December 8, 2016

Trump names anti-enviromentalist to head EPA

Business insider - Donald Trump has picked Oklahoma Attorney General Scott Pruitt to lead the Environmental Protection Agency (EPA) during his administration.

The Sierra Club, at 124 years old, is one of the most venerable environmental groups in the US. The group released a statement calling Pruitt unfit to serve as EPA Administrator, and comparing the choice to "putting an arsonist in charge of fighting fires."

Pruitt, 48, has served as Attorney General for Oklahoma since 2011. In that time he's stood out among state-level politicians for his sharp opposition to EPA regulations — a position cited as a badge of honor on his official biography on his office's website.

He is part of a lawsuit designed to tear up the EPA's Clean Power Plan, a signature Obama administration effort to combat greenhouse gas emissions.

He's also part of a state administration that has taken a favorable stance toward fossil fuel extractors.
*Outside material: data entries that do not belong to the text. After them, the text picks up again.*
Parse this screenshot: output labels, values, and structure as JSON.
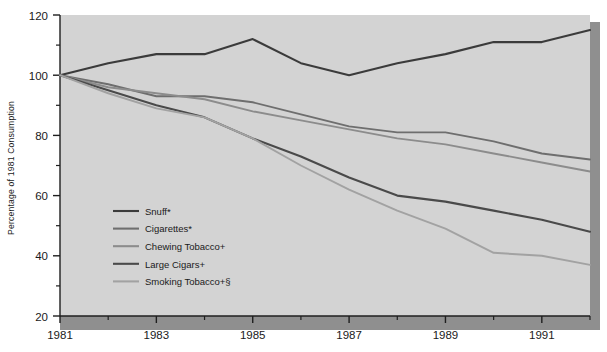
{
  "chart_data": {
    "type": "line",
    "title": "",
    "xlabel": "",
    "ylabel": "Percentage of 1981 Consumption",
    "xlim": [
      1981,
      1992
    ],
    "ylim": [
      20,
      120
    ],
    "grid": false,
    "legend_position": "lower-left-inside",
    "x_ticks": [
      "1981",
      "1983",
      "1985",
      "1987",
      "1989",
      "1991"
    ],
    "x_tick_values": [
      1981,
      1983,
      1985,
      1987,
      1989,
      1991
    ],
    "x_minor_ticks": [
      1982,
      1984,
      1986,
      1988,
      1990,
      1992
    ],
    "y_ticks": [
      "20",
      "40",
      "60",
      "80",
      "100",
      "120"
    ],
    "y_tick_values": [
      20,
      40,
      60,
      80,
      100,
      120
    ],
    "y_minor_ticks": [
      30,
      50,
      70,
      90,
      110
    ],
    "x": [
      1981,
      1982,
      1983,
      1984,
      1985,
      1986,
      1987,
      1988,
      1989,
      1990,
      1991,
      1992
    ],
    "series": [
      {
        "name": "Snuff*",
        "color": "#3b3b3b",
        "width": 2.1,
        "values": [
          100,
          104,
          107,
          107,
          112,
          104,
          100,
          104,
          107,
          111,
          111,
          115
        ]
      },
      {
        "name": "Cigarettes*",
        "color": "#6e6e6e",
        "width": 1.9,
        "values": [
          100,
          97,
          93,
          93,
          91,
          87,
          83,
          81,
          81,
          78,
          74,
          72
        ]
      },
      {
        "name": "Chewing Tobacco+",
        "color": "#8c8c8c",
        "width": 1.9,
        "values": [
          100,
          96,
          94,
          92,
          88,
          85,
          82,
          79,
          77,
          74,
          71,
          68
        ]
      },
      {
        "name": "Large Cigars+",
        "color": "#4a4a4a",
        "width": 2.1,
        "values": [
          100,
          95,
          90,
          86,
          79,
          73,
          66,
          60,
          58,
          55,
          52,
          48
        ]
      },
      {
        "name": "Smoking Tobacco+§",
        "color": "#a2a2a2",
        "width": 1.9,
        "values": [
          100,
          94,
          89,
          86,
          79,
          70,
          62,
          55,
          49,
          41,
          40,
          37
        ]
      }
    ]
  },
  "legend": {
    "items": [
      {
        "label": "Snuff*",
        "color": "#3b3b3b"
      },
      {
        "label": "Cigarettes*",
        "color": "#6e6e6e"
      },
      {
        "label": "Chewing Tobacco+",
        "color": "#8c8c8c"
      },
      {
        "label": "Large Cigars+",
        "color": "#4a4a4a"
      },
      {
        "label": "Smoking Tobacco+§",
        "color": "#a2a2a2"
      }
    ]
  },
  "colors": {
    "plot_background": "#d3d3d3",
    "axis": "#1f1f1f",
    "shadow": "#8f8f8f",
    "page_background": "#ffffff"
  }
}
During his five-year tenure as Oklahoma attorney general, a method of oil extraction that involves pumping saltwater into the ground became much more common in the state. The result was a sharp increase in earthquakes.
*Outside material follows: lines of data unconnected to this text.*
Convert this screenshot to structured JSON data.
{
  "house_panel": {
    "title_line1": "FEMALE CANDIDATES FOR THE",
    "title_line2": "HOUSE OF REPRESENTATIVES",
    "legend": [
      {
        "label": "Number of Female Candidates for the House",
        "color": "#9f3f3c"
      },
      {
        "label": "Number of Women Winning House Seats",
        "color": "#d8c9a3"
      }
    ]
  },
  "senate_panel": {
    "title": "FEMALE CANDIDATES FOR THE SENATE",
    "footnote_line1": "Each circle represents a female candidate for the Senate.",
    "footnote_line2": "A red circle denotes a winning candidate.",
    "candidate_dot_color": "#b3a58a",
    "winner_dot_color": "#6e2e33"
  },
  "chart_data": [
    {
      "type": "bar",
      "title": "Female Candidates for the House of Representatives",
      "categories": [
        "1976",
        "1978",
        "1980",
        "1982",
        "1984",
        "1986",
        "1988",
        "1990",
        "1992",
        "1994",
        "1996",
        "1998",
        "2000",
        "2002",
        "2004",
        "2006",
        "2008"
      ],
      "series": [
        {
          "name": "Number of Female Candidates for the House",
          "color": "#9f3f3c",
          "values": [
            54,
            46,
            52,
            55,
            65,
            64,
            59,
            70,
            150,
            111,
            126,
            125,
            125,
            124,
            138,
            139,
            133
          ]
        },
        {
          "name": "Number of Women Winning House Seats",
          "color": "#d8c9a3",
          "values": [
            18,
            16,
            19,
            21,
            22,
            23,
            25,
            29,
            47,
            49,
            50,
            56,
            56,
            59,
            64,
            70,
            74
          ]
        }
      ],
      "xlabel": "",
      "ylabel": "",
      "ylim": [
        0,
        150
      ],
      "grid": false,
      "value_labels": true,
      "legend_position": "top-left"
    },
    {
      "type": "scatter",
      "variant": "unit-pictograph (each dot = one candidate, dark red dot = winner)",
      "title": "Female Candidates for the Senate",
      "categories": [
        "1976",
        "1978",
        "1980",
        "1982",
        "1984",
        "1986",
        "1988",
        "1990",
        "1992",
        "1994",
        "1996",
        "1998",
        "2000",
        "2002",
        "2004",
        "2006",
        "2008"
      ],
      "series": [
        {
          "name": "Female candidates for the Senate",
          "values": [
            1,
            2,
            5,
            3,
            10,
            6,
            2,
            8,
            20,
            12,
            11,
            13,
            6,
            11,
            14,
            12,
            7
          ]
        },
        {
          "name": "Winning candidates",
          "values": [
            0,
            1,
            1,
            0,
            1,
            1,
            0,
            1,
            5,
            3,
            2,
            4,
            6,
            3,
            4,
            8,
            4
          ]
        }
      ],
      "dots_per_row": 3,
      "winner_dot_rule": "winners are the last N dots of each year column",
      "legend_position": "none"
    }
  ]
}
Before his term as State Attorney General, he served eight years in the Oklahoma State Senate, where, according to his official biography, he focused on "fiscal responsibility, religious freedom and pro-life issues."

Eco Watch = Pruitt, who was elected as Oklahoma's top legal officer in November 2010, states on his own LinkedIn page that he "has led the charge with repeated notices and subsequent lawsuits against the U.S. Environmental Protection Agency for their leadership's activist agenda and refusal to follow the law."
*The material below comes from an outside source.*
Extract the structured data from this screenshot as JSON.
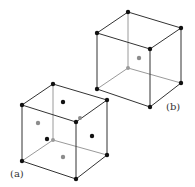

Although the president-elect will not be able to completely cancel Obama's historic carbon emissions standards for power plants, having a legally experienced EPA head can help "substantially weaken, delay or slowly dismantle them," the New York Times reported.

Pruitt was among a handful of other attorneys general that began planning as early as 2014 a coordinated legal effort to fight the Obama Administration's climate rules. That effort has resulted in a 28-state lawsuit against the Clean Power Plan. The case is now pending in federal court, but likely to advance to the Supreme Court, the New York Times said.

Trump's latest appointee falls in line with his other cabinet picks who deny the overwhelming scientific consensus that human activity is causing climate change. Pruitt once wrote an editorial questioning "the degree and extent of global warming and its connection to the actions of mankind."

The Heartland Institute, a nonprofit that questions the reality and import of climate change, celebrated Trump's EPA appointment. H. Sterling Burnett, research fellow at The Heartland Institute, said in response, "It's beginning to look a lot like Christmas!"

Keith Gaby, the senior communications director of the Environmental Defense Fund, noted that since 2002, Pruitt has "received more than $314,996 from fossil fuel industries." In 2014, Pruitt was infamously caught sending letters to President Obama and federal agency heads asserting that the EPA was overestimating the air pollution from drilling for natural gas in Oklahoma. Turns out, the letter was by lawyers for one of state's largest oil and gas companies, Devon Energy.

Harold G. Hamm, the chief executive of Continental Energy, was also co-chairman of Pruitt's 2013 re-election campaign.

"By appointing Scott Pruitt as head of the Environmental Protection Agency, Trump is putting America at risk," Greenpeace spokesperson Travis Nichols said. "Pruitt is a pure product of the oil and gas industry, installed in successive government posts to sell out his constituents at every turn. He will push this country far behind the rest of the world in the race for 21st century clean energy. With Scott Pruitt as head of the EPA, the people and the environment will be in the hands of a man who cares about neither."

1 comment:

Greg Gerritt said...

I have written to my senator calling on him to organize a filibuster. you should too.